The precipice opens at your feet! I see it! I feel

its hot breath! Great God !"—

He

Excess of emotion stopped the preacher's utterance. covered his face with his hands, and sunk back in the pulpit. A cold shudder passed over his audience. The men gazed round them in vacant terror; the women sobbed aloud. Susan, who, in the excitement which the stranger's oratory produced, had involuntarily stood up, that she might not lose a syllable which fell from his lips, now sunk back: and, scarcely conscious of what she did, clung imploringly to her scarcely less terrified partner. At last, with an almost convulsive effort, she whisper

ed to him, "Oh! take me home!" "I cannot," ejaculated Darby, "I cannot. See! he is going to speak again!"

The wild piercing tones of the orator's voice sunk to an expression of softness and compassion, as, after an interval, he proceeded.

66 Poor, perishing, lost sinners! My heart yearns towards ye. My spirit mourns for your fate. I see ye hurried onward, as a lamb to the slaughter, unconscious what ye are, unconscious whither ye go. I see ye stand on the very brink of your eternal destiny. A breath, a touch-and your earthly footing will crumble from beneath you, and ye will sink down, despairing, to unearthly, unending torments. I see ye careless, cheerful, smiling; and oh! too well I know the change that shall come over that careless cheerfulness, and turn these thoughtless smiles to sighs of agony. It breaks my rest, that harrowing thought; it clouds my brow; it wounds my heart. Shall I sit down in peace, and think that when the angelic messengers bear my spirit to the realms above, I shall look across the great gulf and witness your tortures? It may not be; in heaven I may lose the sympathy that binds me to beings of nature like to my own; but on earth I can never cease to feel, to mourn, to warn, to pity them.

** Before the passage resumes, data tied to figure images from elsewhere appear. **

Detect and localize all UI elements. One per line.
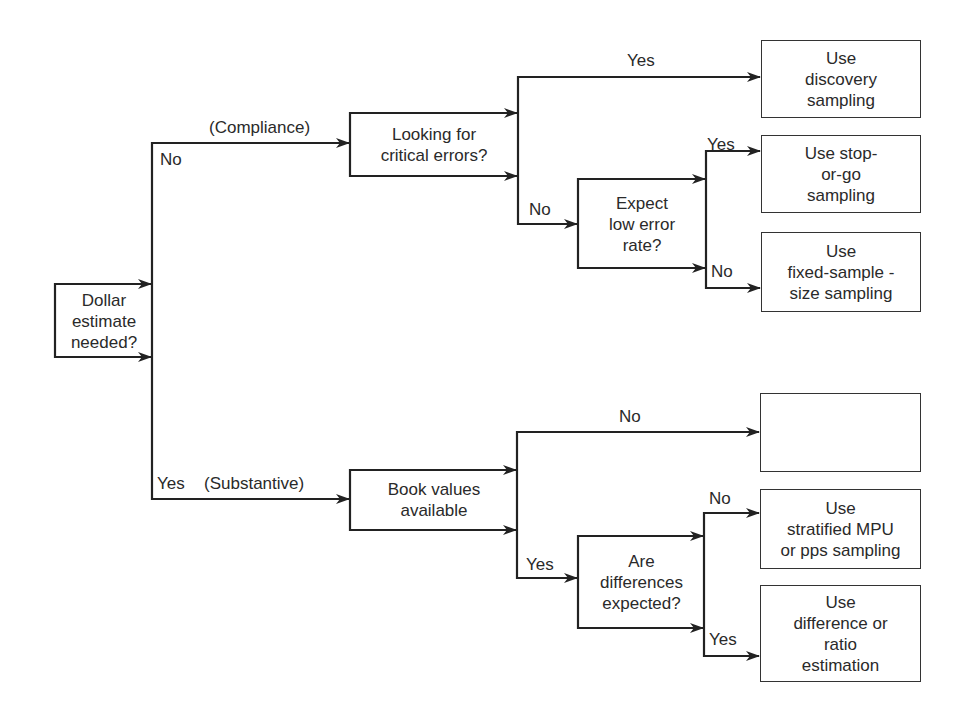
label-root-yes: Yes: [157, 474, 185, 494]
decision-book-values: Book values available: [351, 470, 517, 530]
label-critical-no: No: [529, 200, 551, 220]
outcome-discovery-sampling: Use discovery sampling: [761, 40, 921, 118]
label-book-no: No: [619, 407, 641, 427]
label-book-yes: Yes: [526, 555, 554, 575]
outcome-fixed-sample-size-sampling: Use fixed-sample - size sampling: [761, 232, 921, 312]
label-diff-no: No: [709, 489, 731, 509]
label-compliance: (Compliance): [209, 118, 310, 138]
decision-differences-expected: Are differences expected?: [579, 536, 704, 628]
label-root-no: No: [160, 150, 182, 170]
outcome-difference-ratio-estimation: Use difference or ratio estimation: [760, 585, 921, 682]
outcome-empty: [760, 393, 921, 472]
decision-dollar-estimate: Dollar estimate needed?: [56, 284, 152, 358]
label-diff-yes: Yes: [709, 630, 737, 650]
label-critical-yes: Yes: [627, 51, 655, 71]
label-lowerr-no: No: [711, 262, 733, 282]
outcome-stratified-mpu-pps: Use stratified MPU or pps sampling: [760, 489, 921, 569]
decision-critical-errors: Looking for critical errors?: [351, 113, 517, 177]
decision-low-error-rate: Expect low error rate?: [579, 179, 705, 269]
label-substantive: (Substantive): [204, 474, 304, 494]
outcome-stop-or-go-sampling: Use stop- or-go sampling: [761, 135, 921, 213]
label-lowerr-yes: Yes: [707, 135, 735, 155]
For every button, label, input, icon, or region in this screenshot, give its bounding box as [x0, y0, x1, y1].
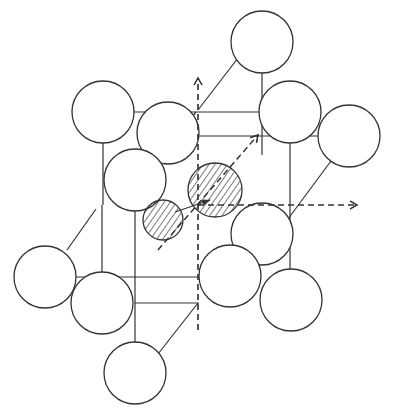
bond-line — [198, 58, 238, 110]
atom-far-right — [318, 105, 380, 167]
atom-front-lower — [199, 245, 261, 307]
atom-left — [14, 246, 76, 308]
small-interstitial-atom — [143, 200, 183, 240]
bond-line — [67, 209, 96, 250]
crystal-lattice-diagram — [0, 0, 394, 415]
atom-lower-left — [71, 272, 133, 334]
atom-top — [231, 11, 293, 73]
atom-upper-right — [259, 81, 321, 143]
atom-lower-right — [260, 269, 322, 331]
bond-line — [158, 303, 198, 354]
large-interstitial-atom — [188, 163, 242, 217]
atom-bottom — [104, 342, 166, 404]
atom-upper-left — [72, 81, 134, 143]
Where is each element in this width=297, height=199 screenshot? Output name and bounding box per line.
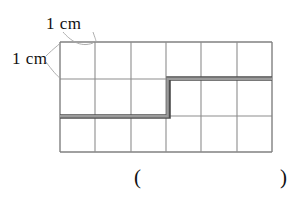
- unit-width-label: 1 cm: [46, 15, 82, 32]
- figure-canvas: 1 cm 1 cm ( ): [0, 0, 297, 199]
- figure-svg: [0, 0, 297, 199]
- leader-lines: [46, 32, 96, 78]
- answer-close-paren: ): [280, 167, 287, 188]
- leader-top-unit-right: [93, 32, 96, 42]
- unit-height-label: 1 cm: [12, 50, 48, 67]
- answer-open-paren: (: [134, 167, 141, 188]
- leader-left-unit: [46, 43, 60, 56]
- leader-left-unit-lower: [46, 62, 60, 78]
- grid-lines: [60, 42, 272, 152]
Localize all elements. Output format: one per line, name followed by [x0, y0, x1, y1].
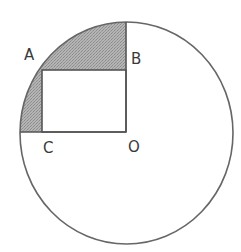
- label-b: B: [131, 50, 141, 68]
- rectangle-acob: [42, 70, 126, 132]
- label-o: O: [128, 138, 140, 156]
- label-c: C: [43, 139, 53, 157]
- label-a: A: [24, 46, 35, 64]
- geometry-diagram: A B C O: [0, 0, 241, 252]
- diagram-canvas: A B C O: [0, 0, 241, 252]
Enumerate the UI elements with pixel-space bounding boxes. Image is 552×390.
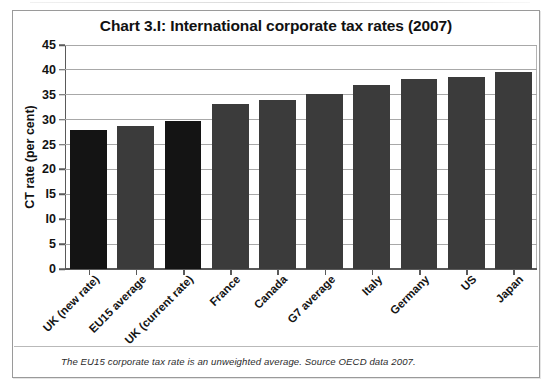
- y-tick-label-10: I0: [46, 212, 56, 226]
- y-tick-label-5: 5: [49, 237, 56, 251]
- y-tick-label-45: 45: [42, 38, 56, 52]
- chart-footnote: The EU15 corporate tax rate is an unweig…: [61, 356, 416, 367]
- x-axis-label: US: [459, 273, 479, 293]
- x-axis-label: Italy: [360, 273, 385, 298]
- x-axis-label: Germany: [388, 273, 432, 317]
- bar-series: [65, 45, 537, 269]
- bar[interactable]: [353, 85, 390, 269]
- x-axis-category-labels: UK (new rate)EU15 averageUK (current rat…: [65, 273, 537, 351]
- y-tick-label-35: 35: [42, 88, 56, 102]
- bar[interactable]: [70, 130, 107, 269]
- y-tick-label-30: 30: [42, 113, 56, 127]
- scan-artifact-line: [30, 2, 530, 3]
- x-axis-label: G7 average: [285, 273, 337, 325]
- y-axis-title-label: CT rate (per cent): [23, 105, 37, 209]
- x-axis-label: France: [208, 273, 243, 308]
- bar[interactable]: [165, 121, 202, 269]
- y-tick-label-40: 40: [42, 63, 56, 77]
- y-tick-label-15: I5: [46, 187, 56, 201]
- bar[interactable]: [495, 72, 532, 269]
- y-tick-label-0: 0: [49, 262, 56, 276]
- bar[interactable]: [259, 100, 296, 269]
- x-axis-label: Japan: [494, 273, 526, 305]
- y-tick-label-25: 25: [42, 138, 56, 152]
- bar[interactable]: [401, 79, 438, 269]
- plot-area: 05I0I5202530354045: [65, 45, 537, 269]
- bar[interactable]: [117, 126, 154, 269]
- y-tick-label-20: 20: [42, 162, 56, 176]
- chart-title: Chart 3.I: International corporate tax r…: [13, 17, 539, 35]
- bar[interactable]: [212, 104, 249, 269]
- x-axis-label: Canada: [252, 273, 290, 311]
- footnote-divider: [14, 346, 538, 347]
- bar[interactable]: [448, 77, 485, 269]
- y-axis-title: CT rate (per cent): [21, 45, 39, 269]
- bar[interactable]: [306, 94, 343, 269]
- chart-figure-frame: Chart 3.I: International corporate tax r…: [12, 10, 540, 378]
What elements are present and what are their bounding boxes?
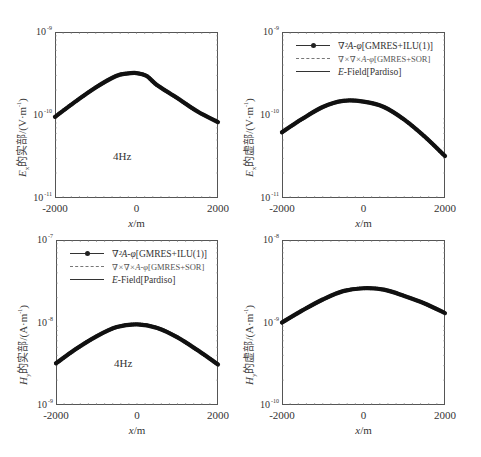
chart-panel-bottom-right: 10-810-910-10-200002000x/mHy的虚部/(A·m-1) xyxy=(0,0,481,457)
series-markers-gmres-ilu xyxy=(282,288,445,322)
y-axis-symbol: H xyxy=(243,377,255,385)
y-tick-exponent: -10 xyxy=(271,398,279,404)
y-axis-label: Hy的虚部/(A·m-1) xyxy=(240,304,258,384)
y-tick-label: 10-8 xyxy=(249,233,279,245)
plot-svg xyxy=(0,0,481,457)
y-tick-exponent: -8 xyxy=(274,233,279,239)
y-axis-text: 的虚部/(A·m xyxy=(243,313,255,373)
y-tick-base: 10 xyxy=(263,234,273,245)
series-line-gmres-sor xyxy=(282,288,445,322)
figure-caption xyxy=(130,449,355,457)
y-tick-exponent: -9 xyxy=(274,316,279,322)
x-tick-label: 2000 xyxy=(425,409,465,421)
data-marker xyxy=(442,310,446,314)
x-axis-unit: /m xyxy=(360,424,372,436)
x-tick-label: -2000 xyxy=(262,409,302,421)
y-axis-close: ) xyxy=(243,304,255,308)
series-line-efield-pardiso xyxy=(282,288,445,322)
x-axis-label: x/m xyxy=(344,424,384,436)
y-tick-base: 10 xyxy=(263,317,273,328)
x-tick-label: 0 xyxy=(344,409,384,421)
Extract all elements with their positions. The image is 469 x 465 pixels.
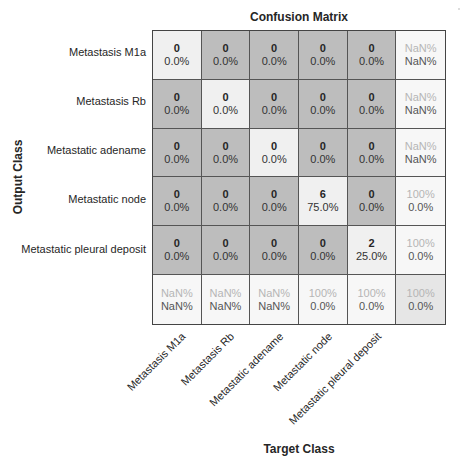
matrix-cell: 00.0% [348, 80, 397, 129]
summary-cell: NaN%NaN% [153, 275, 202, 324]
cell-percent: 0.0% [310, 104, 335, 117]
matrix-cell: 00.0% [153, 177, 202, 226]
cell-percent: 0.0% [310, 55, 335, 68]
cell-count: 0 [320, 140, 326, 153]
cell-count: NaN% [258, 287, 290, 300]
decorative-dot [458, 8, 460, 10]
cell-count: 100% [309, 287, 337, 300]
cell-count: 0 [271, 188, 277, 201]
matrix-cell: 00.0% [153, 129, 202, 178]
matrix-cell: 00.0% [348, 177, 397, 226]
cell-count: 0 [368, 140, 374, 153]
cell-count: 0 [174, 237, 180, 250]
cell-count: NaN% [405, 140, 437, 153]
cell-percent: 0.0% [164, 201, 189, 214]
matrix-cell: 00.0% [250, 80, 299, 129]
cell-percent: 0.0% [262, 104, 287, 117]
summary-cell: NaN%NaN% [250, 275, 299, 324]
confusion-matrix-grid: 00.0%00.0%00.0%00.0%00.0%NaN%NaN%00.0%00… [152, 30, 446, 325]
cell-percent: NaN% [405, 104, 437, 117]
summary-cell: 100%0.0% [396, 275, 445, 324]
matrix-cell: 00.0% [250, 226, 299, 275]
matrix-cell: 00.0% [202, 31, 251, 80]
matrix-cell: 00.0% [250, 129, 299, 178]
cell-count: 100% [407, 188, 435, 201]
cell-count: 100% [357, 287, 385, 300]
cell-percent: 0.0% [359, 55, 384, 68]
y-tick-label: Metastatic node [68, 193, 146, 205]
x-tick-label: Metastasis M1a [125, 330, 188, 393]
x-axis-label: Target Class [152, 442, 446, 456]
cell-percent: NaN% [210, 300, 242, 313]
cell-percent: 0.0% [213, 55, 238, 68]
cell-count: 0 [222, 42, 228, 55]
cell-count: 6 [320, 188, 326, 201]
cell-count: 0 [320, 91, 326, 104]
cell-count: 0 [271, 42, 277, 55]
cell-count: 0 [271, 237, 277, 250]
matrix-cell: 00.0% [202, 80, 251, 129]
cell-percent: 0.0% [310, 153, 335, 166]
summary-cell: 100%0.0% [396, 177, 445, 226]
cell-percent: 0.0% [164, 55, 189, 68]
cell-count: 0 [368, 188, 374, 201]
matrix-cell: 00.0% [348, 129, 397, 178]
y-tick-label: Metastatic pleural deposit [21, 243, 146, 255]
matrix-cell: 225.0% [348, 226, 397, 275]
cell-percent: 0.0% [359, 153, 384, 166]
matrix-cell: 00.0% [299, 129, 348, 178]
cell-percent: 0.0% [310, 300, 335, 313]
cell-count: 0 [174, 91, 180, 104]
y-axis-label: Output Class [11, 140, 25, 215]
y-tick-label: Metastatic adename [47, 144, 146, 156]
matrix-cell: 00.0% [250, 177, 299, 226]
summary-cell: NaN%NaN% [396, 129, 445, 178]
chart-title: Confusion Matrix [152, 10, 446, 24]
cell-percent: 0.0% [213, 104, 238, 117]
matrix-cell: 00.0% [153, 31, 202, 80]
cell-count: 0 [222, 140, 228, 153]
cell-count: 0 [368, 91, 374, 104]
cell-percent: 0.0% [262, 250, 287, 263]
cell-count: NaN% [161, 287, 193, 300]
y-tick-label: Metastasis M1a [69, 46, 146, 58]
cell-count: 0 [174, 42, 180, 55]
cell-percent: 0.0% [213, 201, 238, 214]
matrix-cell: 00.0% [202, 129, 251, 178]
cell-percent: 0.0% [164, 250, 189, 263]
summary-cell: NaN%NaN% [396, 80, 445, 129]
cell-count: 0 [320, 237, 326, 250]
cell-percent: 0.0% [213, 153, 238, 166]
cell-percent: 0.0% [262, 201, 287, 214]
cell-percent: 0.0% [262, 153, 287, 166]
cell-count: 2 [368, 237, 374, 250]
summary-cell: NaN%NaN% [202, 275, 251, 324]
cell-count: 0 [174, 188, 180, 201]
cell-percent: 0.0% [213, 250, 238, 263]
cell-count: 0 [222, 188, 228, 201]
matrix-cell: 00.0% [299, 31, 348, 80]
summary-cell: 100%0.0% [348, 275, 397, 324]
cell-percent: NaN% [405, 55, 437, 68]
cell-percent: 0.0% [310, 250, 335, 263]
matrix-cell: 00.0% [153, 226, 202, 275]
cell-percent: 0.0% [164, 104, 189, 117]
cell-percent: NaN% [161, 300, 193, 313]
cell-percent: 75.0% [307, 201, 338, 214]
x-tick-label: Metastatic pleural deposit [287, 330, 384, 427]
matrix-cell: 00.0% [202, 226, 251, 275]
cell-count: 0 [271, 140, 277, 153]
cell-count: 0 [222, 237, 228, 250]
matrix-cell: 00.0% [299, 226, 348, 275]
cell-count: 0 [271, 91, 277, 104]
summary-cell: NaN%NaN% [396, 31, 445, 80]
cell-percent: NaN% [258, 300, 290, 313]
cell-percent: 0.0% [164, 153, 189, 166]
summary-cell: 100%0.0% [396, 226, 445, 275]
cell-count: 0 [174, 140, 180, 153]
cell-percent: 0.0% [408, 201, 433, 214]
matrix-cell: 00.0% [202, 177, 251, 226]
summary-cell: 100%0.0% [299, 275, 348, 324]
matrix-cell: 675.0% [299, 177, 348, 226]
cell-percent: 0.0% [359, 104, 384, 117]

"Ye might yet escape. Weak, sinful as ye are, ye might yet, perchance, save your imperishable souls. Ere ye reach your long homes, ye might yet turn aside. But alas for ye! wo for your earthly passions! wo, yet more, for your lukewarmness and your inconsistency! How straight is the gate, how narrow the way, how hard is it to enter the kingdom of heaven! And oh! how vain the attempt to call worldly spirits off from worldly pursuits, and fix mortal thoughts on the concerns of immortality!

"Nor may ye halt between two opinions. Expect not that earth and heaven can both be yours. Choose between them; and stand to your choice. Well did the Son of God know your hesitating frailty, ye children of this world! carefully did he reprove, and pointedly did he denounce it. Hear his own words, as recorded by the evangelist Matthew:

"No man can serve two masters: for either he will hate the one, and love the other; or else he will hold to the one and despise the other. Ye cannot serve God and Mammon. "Is not this plain language? Does it not tell ye, that if ye will be God's children, ye must labor in his service alone, not

one day in seven, not one hour in each day, but through all the hours of every day of your lives? And lest ye imagine that worldly cares are still permitted ye, Jesus proceeds yet more explicitly:

"Therefore I say unto you, Take no thought for your life, what ye shall eat, or what ye shall drink; nor yet for your body, what ye shall put on. Is not the life more than

meat, and the body than raiment ?

"Behold the fowls of the air: for they sow not, neither do they reap, nor gather into barns; yet your heavenly father feedeth them. Are ye not much better than they.

"Alas for ye! How does every action of your lives, and every thought and care of your hearts offend against your heavenly teacher! Do ye not daily, hourly, take thought for your life? Are ye not cumbered and troubled about many things, thinking what ye shall eat, what ye shall drink, and what ye shall put on? And is not this expressly, positively forbidden by Jesus Christ himself? Eternal perdition on your busy selfishness, that blinds your eyes to the law of the Most High, and closes your ears to the gracious words of our merciful Saviour! But read farther; listen while he repeats the heavenly precept, which ye are so dull to hear and so slow to obey:

66 Why take ye thought for raiment? Consider the lilies of the field how they grow; they toil not, neither do they spin; yet I say unto you, that even Solomon, in all his glory, was not arrayed like one of these. Wherefore, if God so clothe the grass of the field, which to-day is, and to-morrow is cast into the oven, shall he not much more clothe ye, oh ye of little faith?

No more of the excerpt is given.